May 13, 2020
Estimated Post Reading Time ~

Introduction on Apache Solr

Introduction
Apache Solr is a popular open-source enterprise search server, written in Java and runs within a servlet container such as Jetty, Tomcat, etc. by default it comes with the jetty server. It builds on another open-source search technology: Apache Lucene search library for full-text indexing and searching.

Apache Lucene is a high-performance, full-featured text search engine library written entirely in Java.

Apache Solaris easy to use from virtually any programming language. It can be used to increase the performance as it can search all the web content.
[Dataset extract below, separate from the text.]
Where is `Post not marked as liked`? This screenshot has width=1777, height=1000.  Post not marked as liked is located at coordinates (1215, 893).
You can put documents in it via xml, json, csv, binary formats & query it via GET request and receive search data in xml, json, csv, Python, Ruby, PHP, binary, etc. formats.

Reference Url
http://wiki.apache.org/solr/

Origin of Apache Solr
In late 2004, CNET Networks starts an in-house search platform project named as “Solar” (with an A).
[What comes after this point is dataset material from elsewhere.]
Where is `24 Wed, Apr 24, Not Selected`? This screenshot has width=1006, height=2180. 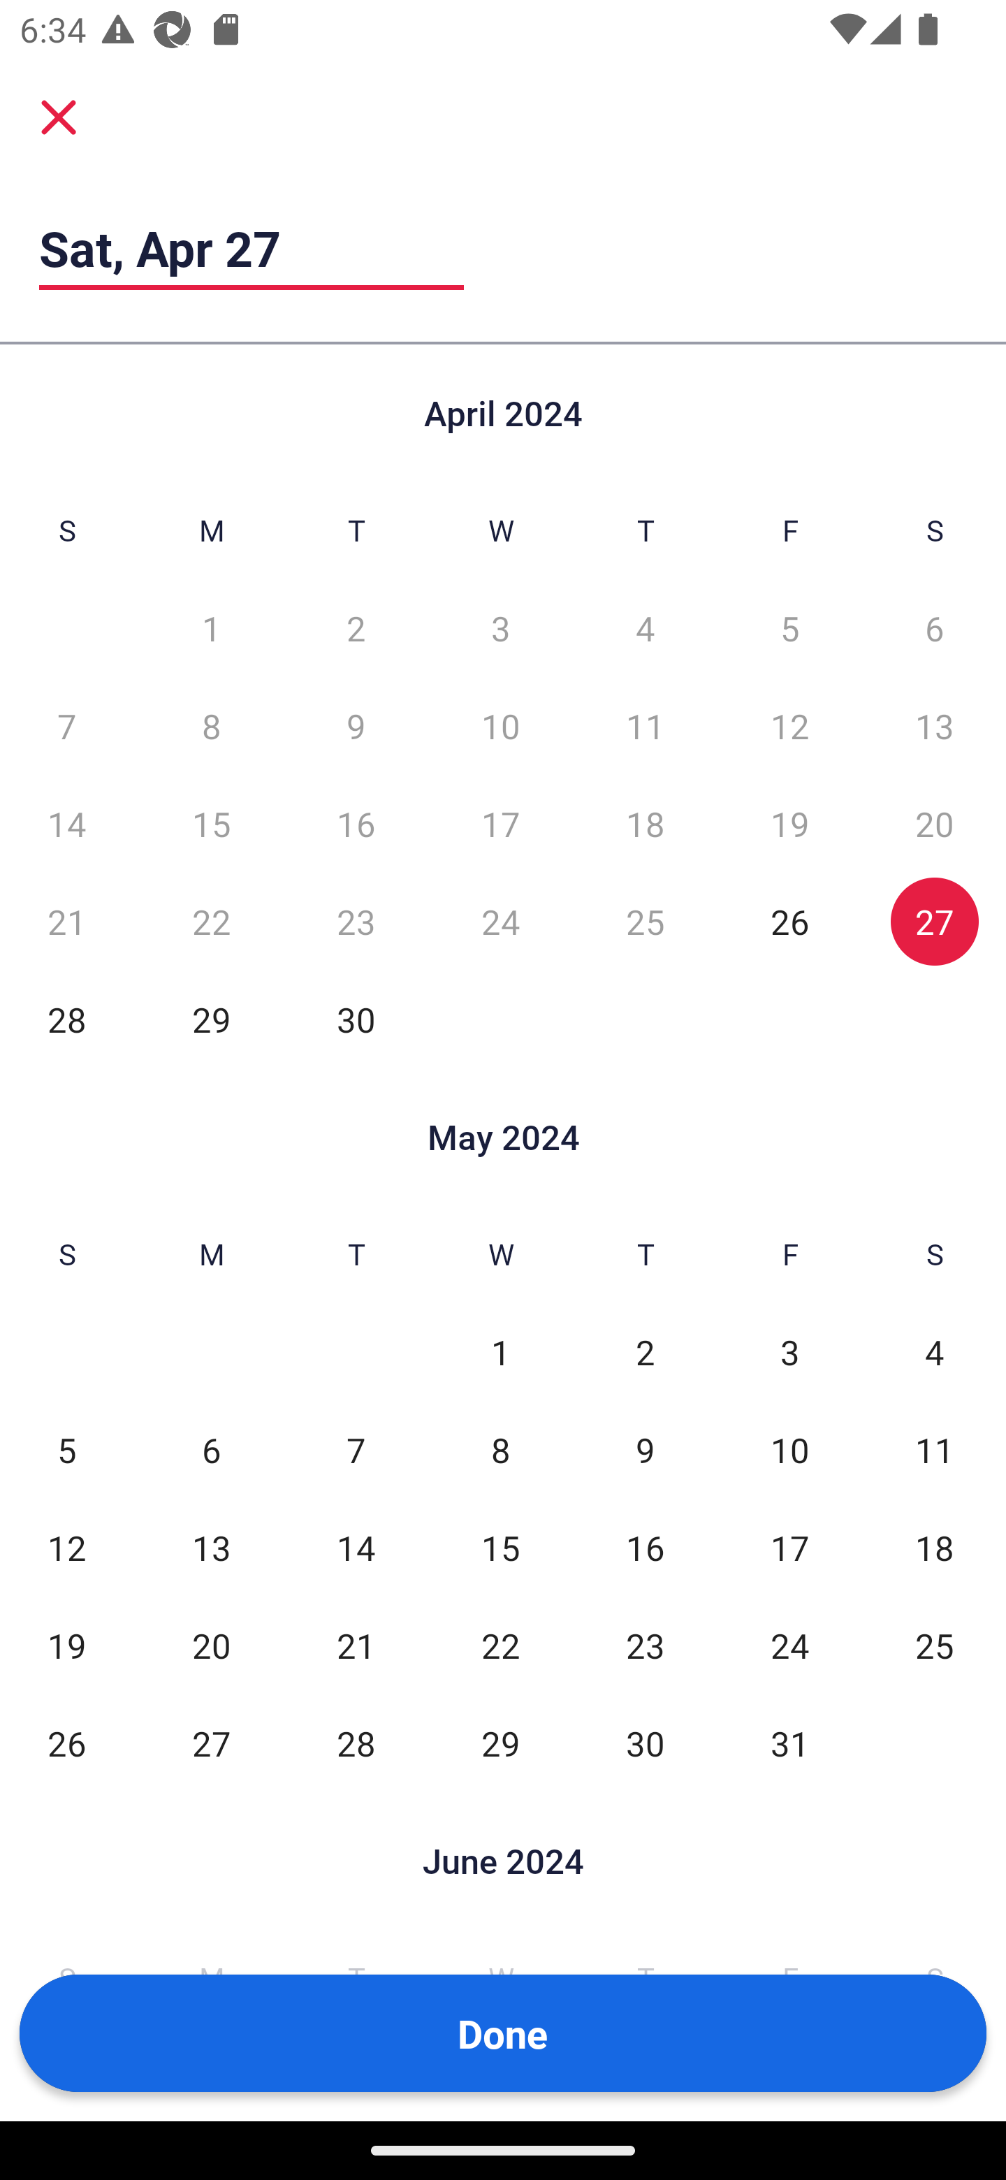 24 Wed, Apr 24, Not Selected is located at coordinates (500, 921).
In January 2006, CNET Networks decided to openly publish the source code by donating it to the Apache Software Foundation under the Lucene top-level project named as “Solr”.
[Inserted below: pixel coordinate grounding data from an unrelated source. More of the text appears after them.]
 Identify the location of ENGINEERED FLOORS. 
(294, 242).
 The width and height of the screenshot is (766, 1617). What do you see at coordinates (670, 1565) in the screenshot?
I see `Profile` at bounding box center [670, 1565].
On January 17, 2007 Solr graduated from the Apache Incubator to become a Lucene sub-project.

In March 2010, The Solr and Lucene-java sub-projects merged into a single project.

In 2011, Solr version number scheme was changed in order to match that of Lucene. After Solr 1.4.1, the next release of Solr was labeled 3.1, in order to keep Solr and Lucene on the same version number.

In October 2012 Solr version 4.0 was released, including the new Solr cloud feature.

Current Solr version relies is 4.7.2 & it is launched on 15 April 2014.

You can see all Solr version list here
http://projects.apache.org/projects/solr.html

Reference Url
http://wiki.apache.org/solr/FAQ#How_do_you_pronounce_Solr.3F
http://en.wikipedia.org/wiki/Apache_Solr


By aem4beginner

No comments:

Post a Comment

If you have any doubts or questions, please let us know.